Perhaps I need to return there merely to test its existence. The drab greenery we find in Central PA is obnoxious compared to a city with the world’s largest spotlight (on top of a glass fucking pyramid). In the time I can now go to Lancaster to watch butter be churned, I could have gone to the Hoover dam. In the time it would take me to go to Happy Valley to see my college friends become drunks or townies or both, I could have gone to the Grand Canyon. It seems nearly like a dreamland I came up with while staring out into space.
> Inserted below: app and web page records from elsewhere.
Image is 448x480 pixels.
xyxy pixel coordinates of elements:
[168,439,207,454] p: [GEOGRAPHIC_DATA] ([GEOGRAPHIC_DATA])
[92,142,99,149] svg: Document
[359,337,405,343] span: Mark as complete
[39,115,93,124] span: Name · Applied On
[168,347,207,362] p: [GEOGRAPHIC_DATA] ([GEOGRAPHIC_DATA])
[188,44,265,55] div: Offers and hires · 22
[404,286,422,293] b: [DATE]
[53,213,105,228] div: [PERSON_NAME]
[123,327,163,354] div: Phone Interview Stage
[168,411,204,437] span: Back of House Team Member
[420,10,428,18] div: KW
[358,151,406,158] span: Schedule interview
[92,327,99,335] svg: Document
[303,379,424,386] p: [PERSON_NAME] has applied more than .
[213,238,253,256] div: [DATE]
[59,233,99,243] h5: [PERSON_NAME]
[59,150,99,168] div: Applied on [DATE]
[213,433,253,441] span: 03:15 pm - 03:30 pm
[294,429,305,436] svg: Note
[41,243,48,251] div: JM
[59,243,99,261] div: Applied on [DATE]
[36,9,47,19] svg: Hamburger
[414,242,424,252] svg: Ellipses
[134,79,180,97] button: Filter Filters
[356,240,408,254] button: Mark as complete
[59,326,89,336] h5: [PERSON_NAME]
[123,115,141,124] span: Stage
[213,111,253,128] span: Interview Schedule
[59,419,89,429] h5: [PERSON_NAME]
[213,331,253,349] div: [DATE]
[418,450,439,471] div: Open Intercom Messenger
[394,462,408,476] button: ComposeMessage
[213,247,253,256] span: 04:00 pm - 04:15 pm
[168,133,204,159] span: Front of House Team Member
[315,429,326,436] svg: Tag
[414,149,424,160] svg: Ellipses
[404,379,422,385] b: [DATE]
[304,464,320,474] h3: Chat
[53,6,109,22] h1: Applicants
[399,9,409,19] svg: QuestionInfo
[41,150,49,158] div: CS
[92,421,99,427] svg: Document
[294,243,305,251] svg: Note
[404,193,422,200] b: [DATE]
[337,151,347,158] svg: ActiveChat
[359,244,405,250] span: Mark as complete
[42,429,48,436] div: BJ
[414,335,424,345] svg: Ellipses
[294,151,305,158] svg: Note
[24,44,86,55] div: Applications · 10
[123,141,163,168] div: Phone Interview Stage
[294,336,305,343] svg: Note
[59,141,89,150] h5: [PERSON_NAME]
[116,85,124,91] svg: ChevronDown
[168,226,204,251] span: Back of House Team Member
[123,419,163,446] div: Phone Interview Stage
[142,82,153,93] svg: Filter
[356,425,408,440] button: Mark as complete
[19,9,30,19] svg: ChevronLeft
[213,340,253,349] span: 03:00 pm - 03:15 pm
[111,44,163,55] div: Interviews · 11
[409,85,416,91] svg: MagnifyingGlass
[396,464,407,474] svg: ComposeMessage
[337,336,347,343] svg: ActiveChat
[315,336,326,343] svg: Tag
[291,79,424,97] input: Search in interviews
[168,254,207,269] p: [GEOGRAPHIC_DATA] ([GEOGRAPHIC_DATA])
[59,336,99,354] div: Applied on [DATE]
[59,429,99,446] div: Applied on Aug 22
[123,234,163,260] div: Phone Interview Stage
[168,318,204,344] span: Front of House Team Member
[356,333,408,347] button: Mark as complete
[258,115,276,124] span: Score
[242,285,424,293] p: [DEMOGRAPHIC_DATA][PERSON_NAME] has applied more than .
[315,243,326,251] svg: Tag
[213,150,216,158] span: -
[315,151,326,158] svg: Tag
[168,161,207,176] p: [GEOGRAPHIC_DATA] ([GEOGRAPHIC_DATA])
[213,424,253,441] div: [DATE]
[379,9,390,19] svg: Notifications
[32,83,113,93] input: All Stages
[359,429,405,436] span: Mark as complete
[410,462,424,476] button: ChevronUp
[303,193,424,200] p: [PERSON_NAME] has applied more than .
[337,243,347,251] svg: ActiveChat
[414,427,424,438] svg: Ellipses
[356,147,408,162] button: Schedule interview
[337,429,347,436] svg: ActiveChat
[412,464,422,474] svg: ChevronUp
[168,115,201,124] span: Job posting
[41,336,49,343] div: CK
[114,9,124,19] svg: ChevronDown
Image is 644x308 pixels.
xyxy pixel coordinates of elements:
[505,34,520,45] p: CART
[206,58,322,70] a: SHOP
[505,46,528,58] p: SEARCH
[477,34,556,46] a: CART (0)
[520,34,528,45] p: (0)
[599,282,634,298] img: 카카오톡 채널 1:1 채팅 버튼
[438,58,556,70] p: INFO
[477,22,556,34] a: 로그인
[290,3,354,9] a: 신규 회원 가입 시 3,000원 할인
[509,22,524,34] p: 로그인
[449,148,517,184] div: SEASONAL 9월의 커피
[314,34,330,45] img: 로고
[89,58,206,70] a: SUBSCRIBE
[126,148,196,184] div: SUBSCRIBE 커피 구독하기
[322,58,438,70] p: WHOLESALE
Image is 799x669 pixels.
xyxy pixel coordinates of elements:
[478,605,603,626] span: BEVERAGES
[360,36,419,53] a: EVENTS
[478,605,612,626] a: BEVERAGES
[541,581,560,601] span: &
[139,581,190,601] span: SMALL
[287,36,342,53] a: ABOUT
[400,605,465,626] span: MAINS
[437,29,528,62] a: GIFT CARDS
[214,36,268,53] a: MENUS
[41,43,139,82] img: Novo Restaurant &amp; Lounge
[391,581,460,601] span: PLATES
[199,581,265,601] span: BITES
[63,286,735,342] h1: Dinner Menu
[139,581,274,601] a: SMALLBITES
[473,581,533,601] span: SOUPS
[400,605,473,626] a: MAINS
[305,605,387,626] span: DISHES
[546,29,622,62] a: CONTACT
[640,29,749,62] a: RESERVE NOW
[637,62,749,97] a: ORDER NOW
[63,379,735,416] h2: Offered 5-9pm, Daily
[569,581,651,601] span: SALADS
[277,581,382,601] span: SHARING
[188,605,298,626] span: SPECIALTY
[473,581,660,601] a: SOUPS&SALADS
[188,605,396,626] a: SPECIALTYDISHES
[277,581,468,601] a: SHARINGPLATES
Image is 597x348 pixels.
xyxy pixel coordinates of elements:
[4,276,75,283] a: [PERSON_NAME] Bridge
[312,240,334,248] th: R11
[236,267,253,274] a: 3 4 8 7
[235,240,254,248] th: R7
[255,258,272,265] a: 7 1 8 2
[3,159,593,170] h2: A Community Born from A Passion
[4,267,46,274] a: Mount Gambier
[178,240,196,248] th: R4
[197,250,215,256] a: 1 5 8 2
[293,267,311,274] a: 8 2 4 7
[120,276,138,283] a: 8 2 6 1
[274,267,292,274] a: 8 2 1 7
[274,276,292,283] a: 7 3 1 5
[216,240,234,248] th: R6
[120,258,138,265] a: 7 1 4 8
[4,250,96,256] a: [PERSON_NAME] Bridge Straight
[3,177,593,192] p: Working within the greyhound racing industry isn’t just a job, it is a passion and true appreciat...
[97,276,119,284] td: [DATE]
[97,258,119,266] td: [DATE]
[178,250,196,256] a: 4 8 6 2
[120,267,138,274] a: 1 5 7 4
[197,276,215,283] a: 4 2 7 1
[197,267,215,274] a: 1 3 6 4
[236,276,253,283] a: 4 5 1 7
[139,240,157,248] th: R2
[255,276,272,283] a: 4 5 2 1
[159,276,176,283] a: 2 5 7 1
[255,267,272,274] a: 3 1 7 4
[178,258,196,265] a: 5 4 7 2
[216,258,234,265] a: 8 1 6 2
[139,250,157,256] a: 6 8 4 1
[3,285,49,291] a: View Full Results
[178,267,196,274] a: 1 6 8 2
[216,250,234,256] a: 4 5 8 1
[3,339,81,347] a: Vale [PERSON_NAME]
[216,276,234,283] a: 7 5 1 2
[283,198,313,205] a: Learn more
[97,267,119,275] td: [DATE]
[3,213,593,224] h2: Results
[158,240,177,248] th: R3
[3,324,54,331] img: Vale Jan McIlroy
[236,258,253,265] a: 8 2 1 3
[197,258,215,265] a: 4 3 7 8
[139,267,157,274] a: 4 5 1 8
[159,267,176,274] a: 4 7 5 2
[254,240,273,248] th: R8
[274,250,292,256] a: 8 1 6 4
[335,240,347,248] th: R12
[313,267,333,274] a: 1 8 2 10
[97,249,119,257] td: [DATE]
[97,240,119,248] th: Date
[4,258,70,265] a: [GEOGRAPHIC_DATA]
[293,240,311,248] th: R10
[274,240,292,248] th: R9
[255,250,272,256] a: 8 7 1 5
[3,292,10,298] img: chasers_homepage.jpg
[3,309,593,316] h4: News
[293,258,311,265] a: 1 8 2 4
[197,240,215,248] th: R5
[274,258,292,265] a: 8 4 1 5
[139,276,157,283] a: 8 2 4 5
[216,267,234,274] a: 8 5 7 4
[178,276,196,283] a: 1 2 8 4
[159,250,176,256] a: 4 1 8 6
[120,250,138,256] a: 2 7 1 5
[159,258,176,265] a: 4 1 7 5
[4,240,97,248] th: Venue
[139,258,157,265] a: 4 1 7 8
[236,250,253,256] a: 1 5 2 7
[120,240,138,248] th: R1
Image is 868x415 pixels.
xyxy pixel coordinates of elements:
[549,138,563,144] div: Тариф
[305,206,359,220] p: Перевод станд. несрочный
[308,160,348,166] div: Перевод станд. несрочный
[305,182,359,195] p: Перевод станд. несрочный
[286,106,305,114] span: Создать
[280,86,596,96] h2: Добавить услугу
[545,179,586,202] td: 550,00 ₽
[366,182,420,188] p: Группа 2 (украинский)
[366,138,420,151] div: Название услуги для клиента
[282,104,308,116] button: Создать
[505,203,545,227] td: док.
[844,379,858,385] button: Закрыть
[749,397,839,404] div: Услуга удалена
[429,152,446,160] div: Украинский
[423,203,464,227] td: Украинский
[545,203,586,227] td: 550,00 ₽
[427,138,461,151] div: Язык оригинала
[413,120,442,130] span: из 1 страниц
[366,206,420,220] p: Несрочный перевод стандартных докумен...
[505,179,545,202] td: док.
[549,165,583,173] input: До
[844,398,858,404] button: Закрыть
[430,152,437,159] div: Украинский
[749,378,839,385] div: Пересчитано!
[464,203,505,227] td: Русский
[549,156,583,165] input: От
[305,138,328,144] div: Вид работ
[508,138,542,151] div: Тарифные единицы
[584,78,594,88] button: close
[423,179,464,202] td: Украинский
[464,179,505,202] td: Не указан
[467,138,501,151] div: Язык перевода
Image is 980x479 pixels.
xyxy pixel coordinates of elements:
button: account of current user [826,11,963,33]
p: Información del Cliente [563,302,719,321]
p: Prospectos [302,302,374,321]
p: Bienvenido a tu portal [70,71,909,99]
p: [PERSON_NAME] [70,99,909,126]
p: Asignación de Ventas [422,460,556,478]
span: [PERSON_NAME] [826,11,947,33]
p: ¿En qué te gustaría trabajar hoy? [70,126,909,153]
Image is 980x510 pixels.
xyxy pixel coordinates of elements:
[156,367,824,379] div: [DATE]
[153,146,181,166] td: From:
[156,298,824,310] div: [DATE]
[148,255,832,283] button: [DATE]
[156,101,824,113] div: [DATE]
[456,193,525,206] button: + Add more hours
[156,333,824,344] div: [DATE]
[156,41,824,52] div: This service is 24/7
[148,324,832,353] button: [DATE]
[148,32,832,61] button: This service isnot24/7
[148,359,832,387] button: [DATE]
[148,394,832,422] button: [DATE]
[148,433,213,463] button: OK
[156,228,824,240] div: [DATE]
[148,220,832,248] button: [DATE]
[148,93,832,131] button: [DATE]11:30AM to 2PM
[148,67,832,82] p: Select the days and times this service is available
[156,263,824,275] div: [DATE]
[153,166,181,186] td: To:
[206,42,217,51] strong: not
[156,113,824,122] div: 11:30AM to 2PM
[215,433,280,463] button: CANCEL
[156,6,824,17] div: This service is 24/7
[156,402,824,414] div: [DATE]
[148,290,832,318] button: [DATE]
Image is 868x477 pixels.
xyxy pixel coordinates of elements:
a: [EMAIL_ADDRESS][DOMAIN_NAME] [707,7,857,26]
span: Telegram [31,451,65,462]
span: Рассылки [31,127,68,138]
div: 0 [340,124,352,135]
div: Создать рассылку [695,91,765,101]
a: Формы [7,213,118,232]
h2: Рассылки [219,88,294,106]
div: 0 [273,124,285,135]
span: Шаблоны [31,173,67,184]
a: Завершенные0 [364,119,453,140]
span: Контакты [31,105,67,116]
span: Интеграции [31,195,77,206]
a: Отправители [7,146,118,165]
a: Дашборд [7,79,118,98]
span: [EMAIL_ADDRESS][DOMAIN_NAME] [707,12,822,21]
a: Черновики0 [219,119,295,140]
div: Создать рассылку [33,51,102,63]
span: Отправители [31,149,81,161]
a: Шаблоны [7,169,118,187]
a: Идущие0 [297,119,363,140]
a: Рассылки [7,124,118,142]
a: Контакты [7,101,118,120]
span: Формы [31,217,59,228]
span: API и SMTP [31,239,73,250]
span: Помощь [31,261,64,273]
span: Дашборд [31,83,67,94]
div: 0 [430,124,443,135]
When I first came to PA and saw a commercial advertising a contest for a free trip to Las Vegas, I laughed. Now, I enter every single one. I was dragged and trapped here beyond my control and I’ll buy as many raffle tickets or sign up for as many newsletters as it takes me to, at the very least, visit my home. It’s centrally a battle to show I can regain control of my life from the outward forces that spun it into a chaotic mess, that if I can just see the wild stallions and watch the pirate boats sink than I have gotten past my parents’ mistakes and tragedies. Pennsylvania is a tragedy that happened to me long ago, and my personal crusade to escape it will not die.